Wade accepts a limited number of starts each season — typically 8 to 10 colts — to ensure every horse receives the time it needs.

Starting Young Horses

01

How long does it take to start a colt?

Sixty days is the honest minimum for a horse that will be safe and useful. That means five to six rides a week, each one building on the last. Anyone quoting you thirty days is either very good or cutting corners — and thirty-day horses usually come back in ninety. We run ninety-day programs as our standard because the extra month is where a colt stops tolerating the work and starts enjoying it.

02

What age should a colt be before he's started under saddle?

We won't start a horse before twenty-four months and prefer to wait until they're closer to thirty. Bone plates in the spine don't close until around two and a half years old in most breeds. Starting too early doesn't make a horse more athletic — it makes him more likely to break down at six. A well-built three-year-old will outwork a rushed two-year-old inside of a season.

03

My horse was "started" by someone else but won't load, won't tie, and spooks at everything. Can he be fixed?
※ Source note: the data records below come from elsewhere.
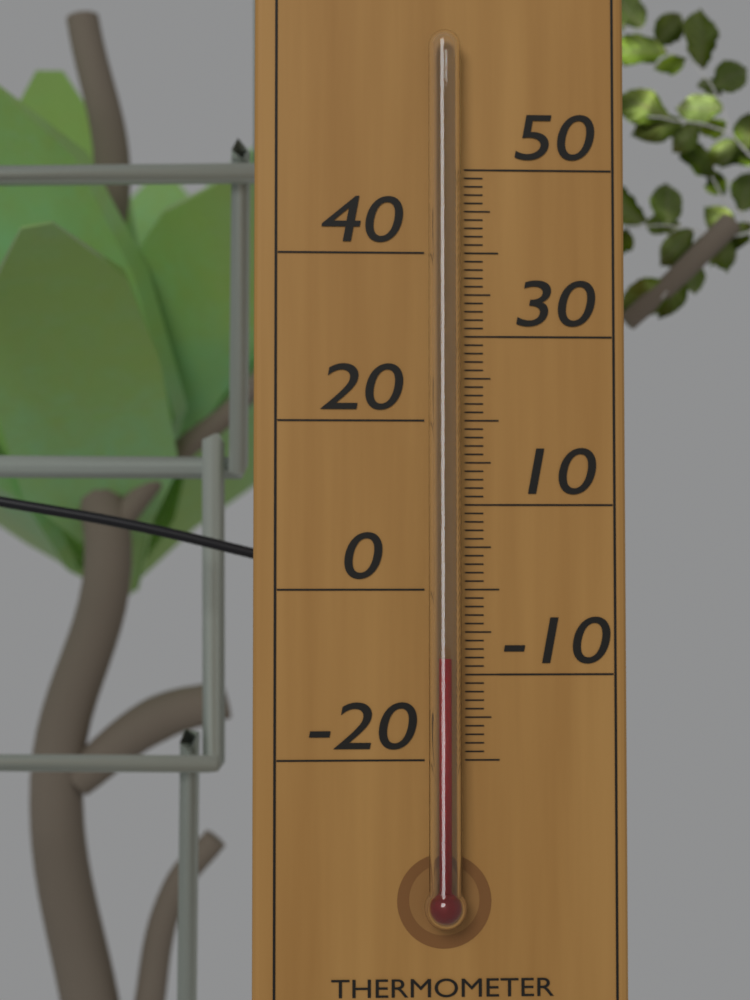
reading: -8 °C
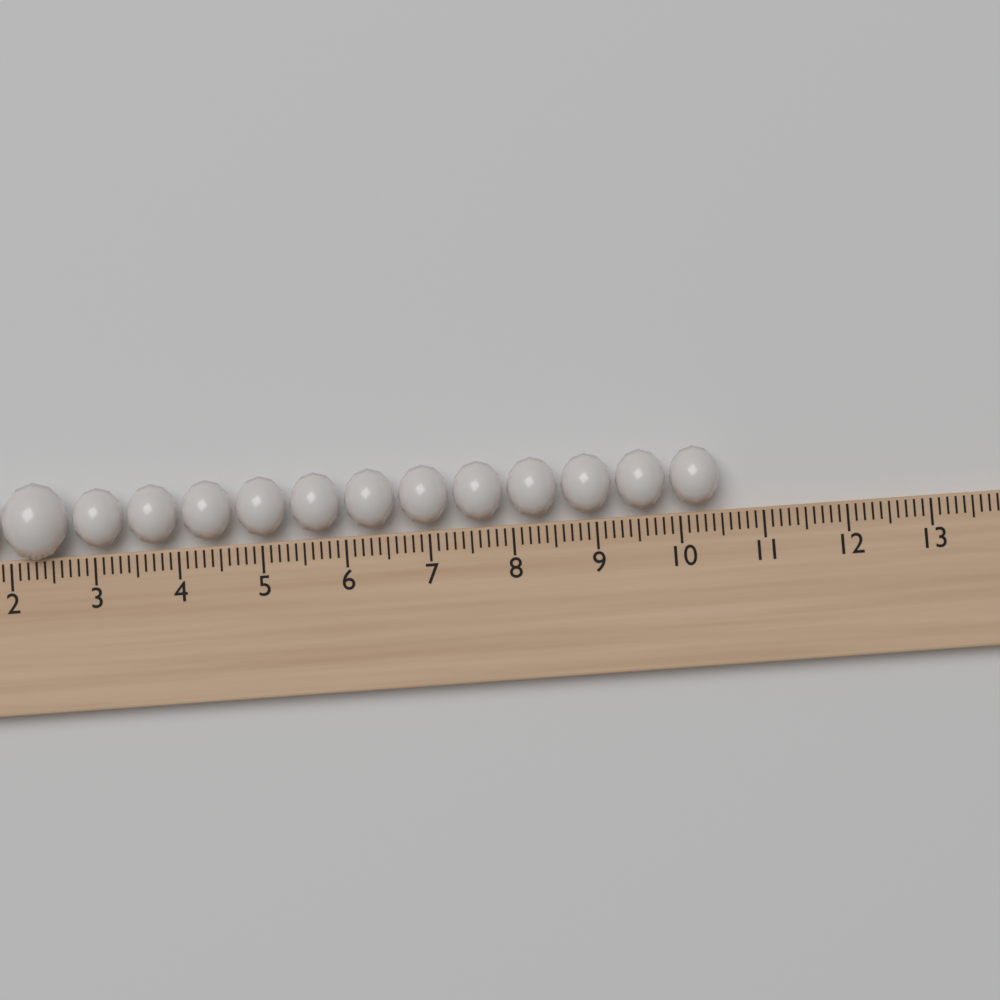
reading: 10.5 (no unit)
Yes — but manage your expectations on timeline. What you're describing isn't a training problem, it's a foundation problem. We go back to the beginning: groundwork, pressure and release, sacking out, the whole sequence. It takes longer than starting fresh because we're also overwriting bad associations the horse has already formed. Most horses like this take four to six months to be genuinely reliable.

The Coach at the Rail
Woman in western shirt working with a horse in a dusty arena, warm afternoon light, confident posture

Della Raines

Della Raines

Horsemanship Coach & Youth Lead

"Most riding problems I see aren't horse problems. They're a gap between what the rider's body is saying and what their mind thinks it's saying."
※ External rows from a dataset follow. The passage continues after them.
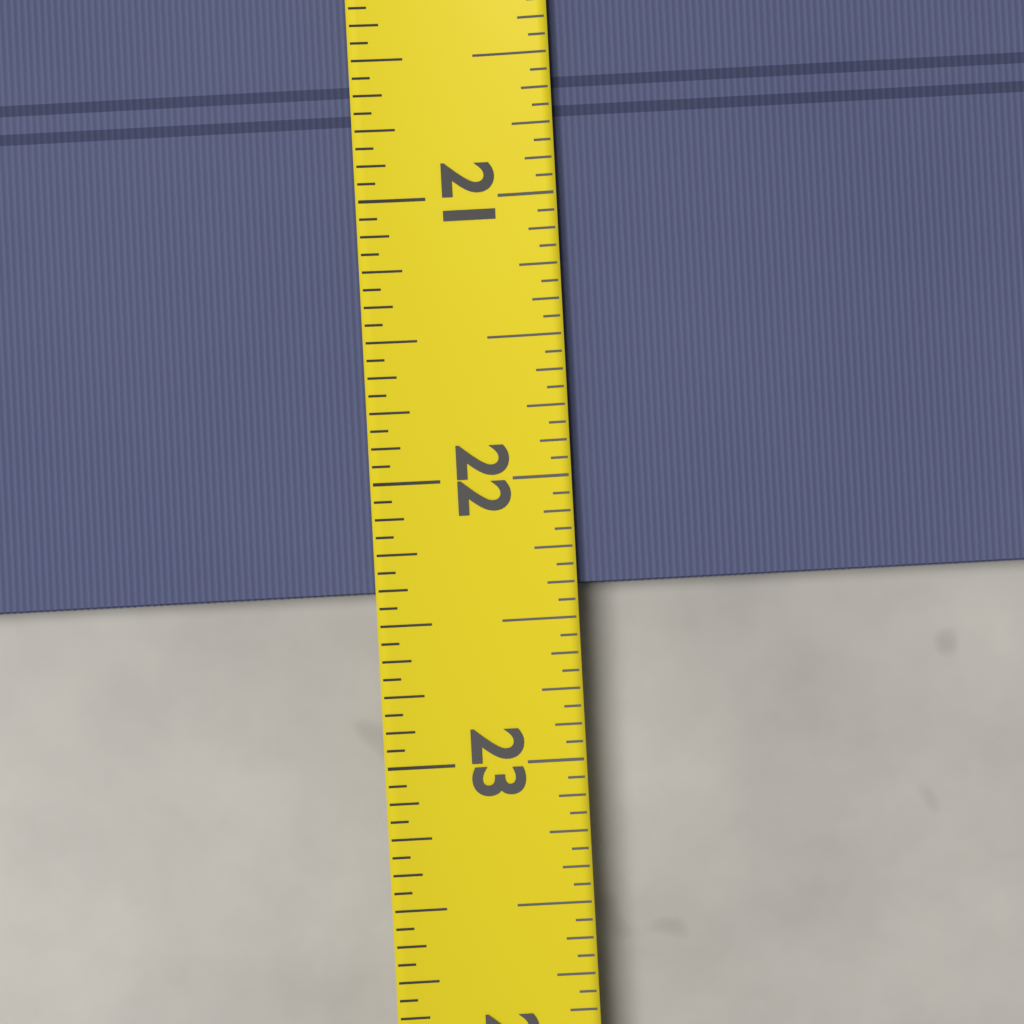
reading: 22.3750 (no unit)
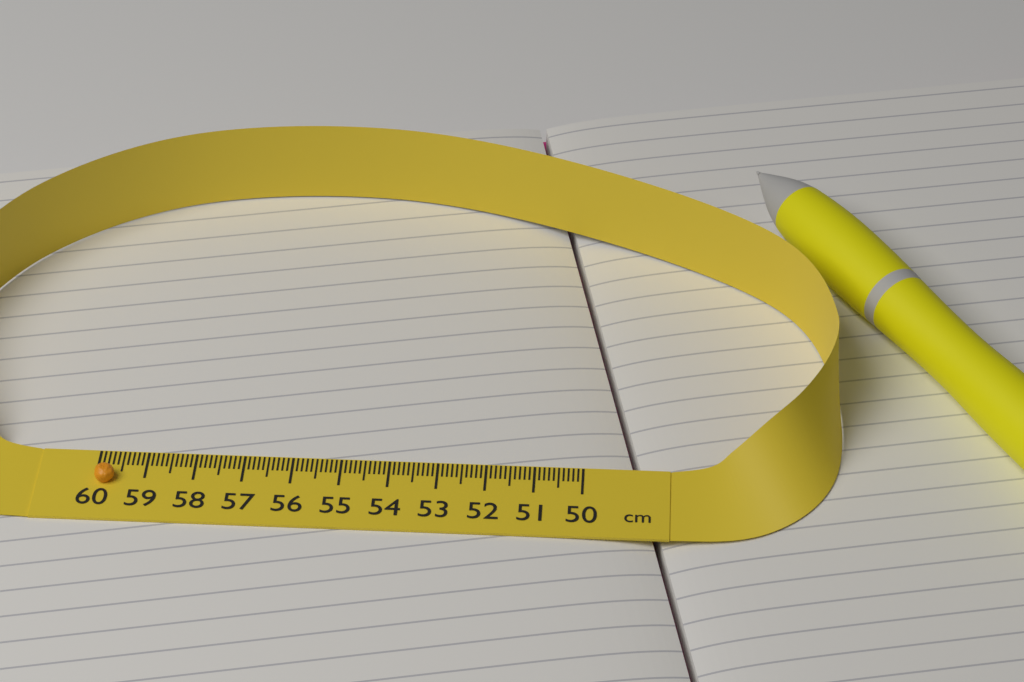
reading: 59.6 cm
Della came to horses through 4-H and stayed through a decade of regional open shows, a two-year stint coaching at a university equestrian program, and a shoulder surgery that gave her four months to read everything she'd been too busy to sit still for.

She joined Bridle in 2017 to run the owner-education side — the lessons, the ground clinics, the phone calls that start with "my horse did something weird and I don't know what I did." She is precise without being cold, and she has a particular gift for translating what she sees in a rider's position into something that makes immediate physical sense.

Her youth students have taken year-end championships at three consecutive Arizona state shows. She is more proud of the ones who learned to catch their own horse reliably.

Della's ground clinics run the first Saturday of each month. Riders of any level are welcome; horses are optional for the first session.

Working with Amateur Riders

01

I've been riding for years but I'm stuck at the same level. What's usually the problem?

Almost always it's something in the seat — a brace in the hip, a collapsed shoulder, a hand that's compensating for a leg that isn't doing its job. You've ridden long enough that these habits are invisible to you. A good eye on the ground for two sessions will find them. The fix is rarely complicated, but it has to be felt, not just understood. That's why video review alone doesn't solve it.

02

How do I know if the issue is me or my horse?

Ride a known horse. If the problem disappears, it's you. If it follows you, it's still you — but now you know what you're working with. We do a lot of this in lessons: putting a rider on a schoolmaster for one session clarifies more than three months of trying to diagnose horse and rider simultaneously. It's not a judgment. Every rider has blind spots.

03

Is it worth showing at the regional level, or should I just ride for myself?

Showing is a tool, not a goal. It puts a deadline on your preparation and puts you in front of a judge who doesn't know you — both of which are useful. If you're using it to measure growth, it's worth it. If you're using it to feel validated, it'll make you miserable. The best amateur riders we know show occasionally and ride every single day.

Read the Full
Training Guide

Seventeen years of answers — from picking a saddle that fits to reading a horse's ear set at a lope — gathered in one place so you don't have to piece it together from a comment section.